Agricultural Commodities: Trading Wheat, Corn, and Soybeans
Wheat, corn, and soybeans are the three most traded agricultural commodities, feeding billions of people and animals worldwide. This guide covers the fundamentals of trading these essential crops.
Key Takeaways
- Wheat, corn, and soybeans collectively account for 600+ million tonnes of annual global trade
- CBOT (Chicago) is the primary pricing exchange for all three commodities
- Russia is now the world's largest wheat exporter; Brazil leads in soybeans
- China imports ~100 million tonnes of soybeans annually — the dominant global buyer
- Physical trades are quoted as basis (premium/discount) to nearby futures contracts
- Weather in the US, Brazil, Argentina, and the Black Sea region drives price volatility
The Big Three Agricultural Commodities
Wheat, corn (maize), and soybeans form the foundation of global agriculture, collectively accounting for the majority of international grain and oilseed trade. These commodities feed both humans and livestock, serve as industrial inputs (ethanol, biodiesel, plastics), and are critical to food security in virtually every country. Annual global trade in these three crops exceeds 600 million tonnes.

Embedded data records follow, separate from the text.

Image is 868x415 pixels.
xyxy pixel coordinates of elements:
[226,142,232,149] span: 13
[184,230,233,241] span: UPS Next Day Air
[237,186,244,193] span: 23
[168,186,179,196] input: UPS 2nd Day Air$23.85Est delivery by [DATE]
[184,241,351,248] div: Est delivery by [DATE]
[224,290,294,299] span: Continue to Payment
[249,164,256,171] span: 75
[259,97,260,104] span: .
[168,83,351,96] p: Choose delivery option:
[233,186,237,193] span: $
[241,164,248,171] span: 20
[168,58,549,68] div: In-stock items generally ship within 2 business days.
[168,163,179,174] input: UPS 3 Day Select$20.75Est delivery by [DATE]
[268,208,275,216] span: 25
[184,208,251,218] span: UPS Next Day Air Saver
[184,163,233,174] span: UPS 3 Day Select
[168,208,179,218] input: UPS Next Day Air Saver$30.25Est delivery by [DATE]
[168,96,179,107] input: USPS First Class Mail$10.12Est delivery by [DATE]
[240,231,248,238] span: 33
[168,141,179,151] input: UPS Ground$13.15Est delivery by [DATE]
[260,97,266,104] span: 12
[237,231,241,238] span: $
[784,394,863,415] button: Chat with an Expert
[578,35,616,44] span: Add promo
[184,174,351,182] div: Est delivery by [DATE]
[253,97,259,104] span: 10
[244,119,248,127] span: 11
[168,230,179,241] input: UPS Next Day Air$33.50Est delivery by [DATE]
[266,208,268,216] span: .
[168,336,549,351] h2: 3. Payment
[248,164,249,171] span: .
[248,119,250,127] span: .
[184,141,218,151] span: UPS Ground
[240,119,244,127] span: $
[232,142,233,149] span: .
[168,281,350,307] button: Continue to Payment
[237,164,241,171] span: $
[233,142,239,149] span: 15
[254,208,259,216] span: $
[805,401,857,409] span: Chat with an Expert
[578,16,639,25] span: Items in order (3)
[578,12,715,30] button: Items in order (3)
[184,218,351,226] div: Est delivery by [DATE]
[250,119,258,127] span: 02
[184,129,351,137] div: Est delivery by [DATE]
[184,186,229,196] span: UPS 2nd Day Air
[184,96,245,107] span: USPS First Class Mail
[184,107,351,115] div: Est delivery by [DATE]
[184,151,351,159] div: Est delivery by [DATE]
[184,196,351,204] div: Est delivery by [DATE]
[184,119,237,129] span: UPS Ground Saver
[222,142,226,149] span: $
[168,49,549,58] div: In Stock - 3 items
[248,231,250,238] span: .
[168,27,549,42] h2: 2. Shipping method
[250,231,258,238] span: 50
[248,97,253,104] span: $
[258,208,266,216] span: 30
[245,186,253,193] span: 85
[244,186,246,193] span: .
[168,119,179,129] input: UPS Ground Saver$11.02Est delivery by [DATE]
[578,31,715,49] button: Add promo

Prices are driven by weather events in major growing regions, government policies (export bans, tariffs, subsidies), biofuel mandates, currency movements, and global economic conditions. The US, Brazil, and Argentina are the dominant exporters, while China, the EU, Japan, and Middle Eastern/North African countries are major importers.
Wheat Trading
Global wheat production exceeds 780 million tonnes annually, with Russia, the EU, China, India, and the US as the largest producers. Russia has emerged as the world's largest wheat exporter, followed by the EU, Canada, Australia, and the US. Wheat is classified by type (hard red winter, soft red winter, hard red spring, durum, white) and graded by protein content, test weight, and moisture.
Wheat prices are benchmarked on the Chicago Board of Trade (CBOT), with the Matif Paris exchange serving as the European benchmark. Physical wheat trades at a premium or discount to these futures based on quality, origin, and delivery location. FOB prices at key export terminals (Gulf of Mexico, Black Sea, Australia) are the standard quotation basis.
Corn Trading
Corn is the world's most produced grain at over 1.2 billion tonnes annually, with the US, China, Brazil, and Argentina as the largest producers. The US dominates corn exports, though Brazil has rapidly closed the gap. Approximately 40% of US corn goes to ethanol production, creating a link between corn prices and energy policy.
Corn is graded by the USDA system (US No. 1 through No. 5) based on test weight, moisture, broken kernels, and foreign material. International trade commonly specifies US No. 2 Yellow Corn as the standard grade. Pricing references CBOT corn futures, with physical trades quoted as a basis (premium/discount) to the nearby futures contract.
Soybean Trading
Global soybean production exceeds 370 million tonnes, with Brazil, the US, and Argentina accounting for over 80% of production. Soybeans are crushed to produce soybean meal (used in animal feed — roughly 65% of the bean) and soybean oil (cooking oil and biodiesel — roughly 20%). China imports approximately 100 million tonnes of soybeans annually, making it by far the dominant buyer.
Soybean prices are benchmarked on CBOT, with the soybean crush spread (bean price vs. meal + oil prices) being a key profitability indicator for processors. Physical soybeans trade on a basis to CBOT futures, with Brazilian premiums quoted FOB Paranagua and US premiums quoted FOB Gulf. Non-GMO soybeans command a premium in certain markets, particularly Japan and the EU.